Let's tackle the bull straight on. No Tristan is acceptable with such a pair of lead singers. The unknown tenor Marc Deaton could be acceptable in a very small provincial house in Europe or in one or another summer festival in the backwoods of the United States where opera lovers flock to who normally only have their Met radio performances. In those meager circumstances people are often grateful that at least for once they get the possibility of hearing a performance in the house and will almost accept anything. But on record one simply doesn't understand the reason this performance had to be immortalized. Mr. Deaton's is a small lyric sound, pitifully devoid of beauty in tone, volume, top notes etc. in short somewhat of a very poor man's Windgassen. Moreover though the initial heavy vibrato becomes somewhat less during this concert performance the voice is completely overwhelmed in the love duet and becomes a long and painful "geschrei" just to hit the notes. No intelligent treatment of the words (and Mr.Deaton's German is rather good and quite understandable), no acceptable phrasing and some fine diminuendi in Tristan's long death scene can redeem the basic colorless and the forcing and gliding and thinning out of the voice on any note higher than middle F.

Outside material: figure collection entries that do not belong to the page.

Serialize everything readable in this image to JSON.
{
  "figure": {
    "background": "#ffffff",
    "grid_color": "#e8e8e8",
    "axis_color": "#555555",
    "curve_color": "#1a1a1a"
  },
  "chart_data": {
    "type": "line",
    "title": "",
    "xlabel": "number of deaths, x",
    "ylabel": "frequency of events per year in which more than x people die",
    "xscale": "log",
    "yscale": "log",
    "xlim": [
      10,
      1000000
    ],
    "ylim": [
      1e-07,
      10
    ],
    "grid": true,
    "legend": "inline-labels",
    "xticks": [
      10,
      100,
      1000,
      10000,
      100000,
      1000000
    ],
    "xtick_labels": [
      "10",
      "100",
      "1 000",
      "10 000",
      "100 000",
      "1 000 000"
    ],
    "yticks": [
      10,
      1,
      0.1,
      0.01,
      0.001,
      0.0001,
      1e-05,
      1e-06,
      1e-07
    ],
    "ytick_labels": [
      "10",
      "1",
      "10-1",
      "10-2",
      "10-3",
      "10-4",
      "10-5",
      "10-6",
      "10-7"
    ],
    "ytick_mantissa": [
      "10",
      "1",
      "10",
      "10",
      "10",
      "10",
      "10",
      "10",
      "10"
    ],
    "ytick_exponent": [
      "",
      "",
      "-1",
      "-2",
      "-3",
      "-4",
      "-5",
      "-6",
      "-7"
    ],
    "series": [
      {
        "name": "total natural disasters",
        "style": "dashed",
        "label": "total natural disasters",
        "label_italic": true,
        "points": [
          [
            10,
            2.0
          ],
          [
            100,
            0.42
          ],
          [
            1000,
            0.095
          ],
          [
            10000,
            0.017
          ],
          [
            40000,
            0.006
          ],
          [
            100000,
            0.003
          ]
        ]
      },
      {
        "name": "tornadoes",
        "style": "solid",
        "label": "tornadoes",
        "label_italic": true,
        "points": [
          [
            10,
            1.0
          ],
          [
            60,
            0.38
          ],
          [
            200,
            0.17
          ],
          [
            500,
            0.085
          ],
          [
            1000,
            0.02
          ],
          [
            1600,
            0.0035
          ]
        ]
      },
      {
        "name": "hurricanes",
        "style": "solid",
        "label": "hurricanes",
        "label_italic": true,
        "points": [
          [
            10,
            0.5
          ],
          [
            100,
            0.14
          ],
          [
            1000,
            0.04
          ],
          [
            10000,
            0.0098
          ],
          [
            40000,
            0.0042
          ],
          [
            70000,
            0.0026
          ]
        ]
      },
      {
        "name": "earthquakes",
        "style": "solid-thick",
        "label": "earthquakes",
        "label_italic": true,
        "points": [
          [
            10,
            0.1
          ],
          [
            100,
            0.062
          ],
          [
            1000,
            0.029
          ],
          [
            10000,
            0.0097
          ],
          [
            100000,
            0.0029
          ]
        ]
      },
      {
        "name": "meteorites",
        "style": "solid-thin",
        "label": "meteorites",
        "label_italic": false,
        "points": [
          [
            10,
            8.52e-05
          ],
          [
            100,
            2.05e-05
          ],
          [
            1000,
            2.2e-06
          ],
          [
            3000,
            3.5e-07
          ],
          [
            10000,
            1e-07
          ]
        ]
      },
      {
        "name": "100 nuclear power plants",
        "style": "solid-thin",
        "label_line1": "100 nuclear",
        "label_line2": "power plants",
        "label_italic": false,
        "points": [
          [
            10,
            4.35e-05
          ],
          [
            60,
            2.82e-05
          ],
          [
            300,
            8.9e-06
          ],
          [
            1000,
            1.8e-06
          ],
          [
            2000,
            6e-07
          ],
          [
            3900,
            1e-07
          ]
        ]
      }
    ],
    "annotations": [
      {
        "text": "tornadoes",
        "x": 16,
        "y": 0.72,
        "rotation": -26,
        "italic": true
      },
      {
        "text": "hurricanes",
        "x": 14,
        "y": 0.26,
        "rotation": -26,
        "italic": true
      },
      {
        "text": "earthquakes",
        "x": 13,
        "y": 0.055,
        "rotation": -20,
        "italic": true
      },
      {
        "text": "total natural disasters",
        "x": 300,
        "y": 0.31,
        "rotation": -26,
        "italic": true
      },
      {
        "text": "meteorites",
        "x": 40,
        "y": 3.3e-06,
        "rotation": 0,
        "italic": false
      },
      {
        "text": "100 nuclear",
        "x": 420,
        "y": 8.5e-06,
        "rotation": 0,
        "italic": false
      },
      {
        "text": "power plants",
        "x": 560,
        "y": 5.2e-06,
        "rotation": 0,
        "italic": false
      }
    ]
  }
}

His Isolde, soprano Susan Marie Pierson, is slighter better known but the joy of hearing her in this whale of a role is not any greater. The basic voice is not bad, be it a somewhat indistinctly colored sound in that generalized Anglo-Saxon way that makes it so difficult to distinguish one singer from another. Still such singers often have a full workload in Europe as most general managers nowadays want to have their own Ring and their own director with his own concept. They say openly there are no real Wagner singers at the moment and still they persist in programming Tristan or Der Ring as the producer's concept is more important than the sometimes painful sounds on the scene. Therefore there is always a heavy demand for singers just able to overcome an evening of heavy singing. For a few years Brünnhildes like Mrs. Pierson go from here to there until the voice inevitably wears down and the career suddenly is over. The soprano's voice reminds me of Susan Owen's lirico who also specialized in heavy Wagner and whose voice so deteriorated in a few years time that last year she met with the ultimate disaster for any singer. During the Liège Walküre the house didn't whistle or booed; no, people just openly laughed their hearts out at the produced sounds. Mrs. Pierson is still in somewhat better shape but the great killer is already there: the persistent beat throughout the range and some more severe critics wouldn't hesitate and call it a wobble that takes away much of the pleasure. And then there is something sharp even edgy to the voice that sometimes make for painful listening.
I don't suppose anybody ever bought a Tristan und Isolde for Kurwenal or Brangäne, though they are singers on a par with their role. I still remember David Malis winning the BBC's Singer of the World competition in 1985 and at the time I was sure he would go far. Well, he didn't, though it surely was not for having lost his voice. It is well-rounded, warm, even beautiful and he makes the most of his role. Gwendolyn Jones as Brangäne has a good mezzo though somewhat sharp at the top. Apart from Malis the best performance is given by conductor Glen Cortese at the head of a so-called festival Bulgarian orchestra. He paces so well, never lets the attention flag, doesn't indulge himself in overly slow or fast tempi and he never drowns his singers. The sound even slightly favors them though all orchestral details are clear. But why, oh why, was this set published in the first place?